Can Diabetics Eat Roti? Portion Guide for Pakistani Patients
The single most common question in our diabetes clinic is: 'Doctor, kya main roti kha sakta hoon?' — Can I eat roti? The short answer is yes. The longer answer is: how much, what kind, and what you eat with it matters more than whether you eat it at all.
How roti affects blood sugar
One medium chapati (made from 30g of whole-wheat chakki atta) contains roughly 20g of carbohydrate. For most type 2 diabetic adults, a meal target of 45-60g of carbs is safe. That means 2 medium chapatis at a meal — paired with protein and vegetables — keeps post-meal sugars in a healthy range.
The right atta makes a real difference
- BEST: Chakki atta (stone-ground whole wheat) — slowest blood sugar rise
- GOOD: Mixed atta — wheat + chana flour (besan) + jau (barley)
- GOOD: Bajra and jowar roti in winters — very low glycemic
- AVOID: Maida (white refined flour) — fastest sugar spike
- AVOID: Naan, paratha (fried), bakery rusk and white bread
Portion guide by meal
Breakfast
1 medium chapati + 2 eggs + half cup yogurt. OR — half cup besan cheela + chutney. Skip white bread, sugary cereals and sweet paratha entirely.
Lunch (largest meal)
2 medium chapatis + palm-sized portion of chicken/fish/daal + LARGE bowl of salad and sabzi + half cup raita. The vegetables and protein slow sugar absorption from the roti.
Dinner
1 medium chapati + grilled protein + sabzi. Keep dinner lighter than lunch and finish by 9 pm — late eating worsens fasting glucose.
What about rice?
Rice is allowed but trickier. Half a cup of cooked basmati rice = roughly one chapati in carb load. Choose basmati over white sticky rice (lower glycemic), pair with daal and sabzi, and keep portions controlled. On rice days, skip the chapati at that meal.
The pairing rule (most important)
Never eat roti or rice alone. Always pair carbs with: protein (chicken, fish, eggs, daal, paneer) + fibre (vegetables, salad) + healthy fat (1 tsp olive oil or a few nuts). This combination can reduce post-meal sugar spike by 30-40 percent compared to roti alone.
Foods to avoid completely with diabetes
- Sugar in chai, soft drinks, packaged juices and milkshakes
- Mithai, halwa, jalebi, gulab jamun, kheer (occasional small portion only on special occasions)
- Bakery products — biscuits, cakes, rusk, pastries
- White bread, naan, samosa, pakora and all deep-fried snacks
- Sweet fruits in large quantity — mango, banana, grapes (small portions only)
Best fruits for diabetics in Pakistan
Apple, guava (amrood), pear, papaya, jamun, peach, kiwi, strawberries — one medium fruit between meals. Always whole fruit, never juice. Avoid eating fruit with a meal — eat it as a separate snack 2 hours later.
What stable blood sugar looks like
- Fasting glucose: 80-130 mg/dL
- 2 hours after meal: under 180 mg/dL
- HbA1c: under 7% (target 6.5% with your physician's approval)
If your numbers are higher, the issue is rarely roti itself — it's portion size, what you pair with it, and the sugar in chai and snacks throughout the day. A clinical diet review usually fixes it within 8-12 weeks. You can book a consultation at our diabetes clinic to get a plan tailored to your HbA1c, medications and lifestyle.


> **WHAT YOU HAVE TO DO**
Within the data below, determine how many lines contain "surface" and supply only that figure.

> **DATA TO EXAMINE**
====

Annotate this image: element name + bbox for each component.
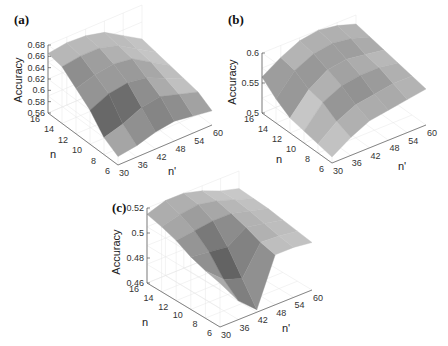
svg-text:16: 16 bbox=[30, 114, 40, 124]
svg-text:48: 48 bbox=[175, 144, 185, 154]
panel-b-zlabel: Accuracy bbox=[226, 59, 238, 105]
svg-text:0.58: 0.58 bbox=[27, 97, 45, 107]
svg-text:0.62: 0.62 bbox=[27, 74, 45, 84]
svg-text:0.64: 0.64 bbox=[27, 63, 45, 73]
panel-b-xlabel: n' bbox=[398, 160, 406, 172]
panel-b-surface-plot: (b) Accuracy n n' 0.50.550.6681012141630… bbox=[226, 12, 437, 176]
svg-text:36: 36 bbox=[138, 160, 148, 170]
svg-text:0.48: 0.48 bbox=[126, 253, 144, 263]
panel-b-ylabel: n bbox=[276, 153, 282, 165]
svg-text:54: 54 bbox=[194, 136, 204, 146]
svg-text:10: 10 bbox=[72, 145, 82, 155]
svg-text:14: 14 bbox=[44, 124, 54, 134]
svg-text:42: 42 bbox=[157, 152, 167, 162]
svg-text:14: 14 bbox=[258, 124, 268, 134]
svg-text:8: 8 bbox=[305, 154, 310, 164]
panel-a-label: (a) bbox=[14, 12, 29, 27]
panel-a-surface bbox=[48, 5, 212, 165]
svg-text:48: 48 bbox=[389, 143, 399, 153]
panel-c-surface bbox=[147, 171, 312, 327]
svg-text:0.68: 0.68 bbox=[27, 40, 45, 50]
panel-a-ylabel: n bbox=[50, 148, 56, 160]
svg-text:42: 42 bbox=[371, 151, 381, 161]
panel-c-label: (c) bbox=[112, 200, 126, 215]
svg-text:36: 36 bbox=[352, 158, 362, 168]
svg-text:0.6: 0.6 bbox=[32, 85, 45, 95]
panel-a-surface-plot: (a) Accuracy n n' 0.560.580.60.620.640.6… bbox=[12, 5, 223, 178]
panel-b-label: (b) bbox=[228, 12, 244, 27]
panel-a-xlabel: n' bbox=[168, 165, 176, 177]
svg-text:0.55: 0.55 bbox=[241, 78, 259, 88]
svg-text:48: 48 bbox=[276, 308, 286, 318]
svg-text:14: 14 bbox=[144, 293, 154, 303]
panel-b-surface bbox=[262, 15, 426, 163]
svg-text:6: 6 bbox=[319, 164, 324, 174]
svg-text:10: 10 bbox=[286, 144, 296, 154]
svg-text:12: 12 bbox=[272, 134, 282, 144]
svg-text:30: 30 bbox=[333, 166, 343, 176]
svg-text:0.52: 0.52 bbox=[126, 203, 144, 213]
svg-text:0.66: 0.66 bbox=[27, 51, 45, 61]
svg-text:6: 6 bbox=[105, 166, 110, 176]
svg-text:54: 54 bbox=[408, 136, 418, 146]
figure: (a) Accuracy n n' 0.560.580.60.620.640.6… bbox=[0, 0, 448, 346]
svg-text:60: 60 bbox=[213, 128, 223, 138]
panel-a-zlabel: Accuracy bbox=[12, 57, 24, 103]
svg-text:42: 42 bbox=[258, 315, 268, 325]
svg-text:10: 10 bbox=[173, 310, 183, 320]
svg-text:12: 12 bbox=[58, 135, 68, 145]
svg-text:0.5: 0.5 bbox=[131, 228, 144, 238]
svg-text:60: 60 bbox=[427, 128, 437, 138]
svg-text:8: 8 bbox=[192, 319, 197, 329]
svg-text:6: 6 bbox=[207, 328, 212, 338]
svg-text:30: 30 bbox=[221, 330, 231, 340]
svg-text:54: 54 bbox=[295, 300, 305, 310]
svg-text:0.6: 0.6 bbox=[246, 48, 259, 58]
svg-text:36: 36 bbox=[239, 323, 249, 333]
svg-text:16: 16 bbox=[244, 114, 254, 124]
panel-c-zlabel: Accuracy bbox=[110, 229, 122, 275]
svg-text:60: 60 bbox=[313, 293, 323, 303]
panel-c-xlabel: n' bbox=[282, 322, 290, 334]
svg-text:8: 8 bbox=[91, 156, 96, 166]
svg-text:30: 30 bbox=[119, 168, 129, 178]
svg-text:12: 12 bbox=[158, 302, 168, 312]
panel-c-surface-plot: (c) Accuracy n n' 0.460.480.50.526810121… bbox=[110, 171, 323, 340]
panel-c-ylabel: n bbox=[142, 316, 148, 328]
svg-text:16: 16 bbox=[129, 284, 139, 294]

====

> **EXERCISE ANSWER**
6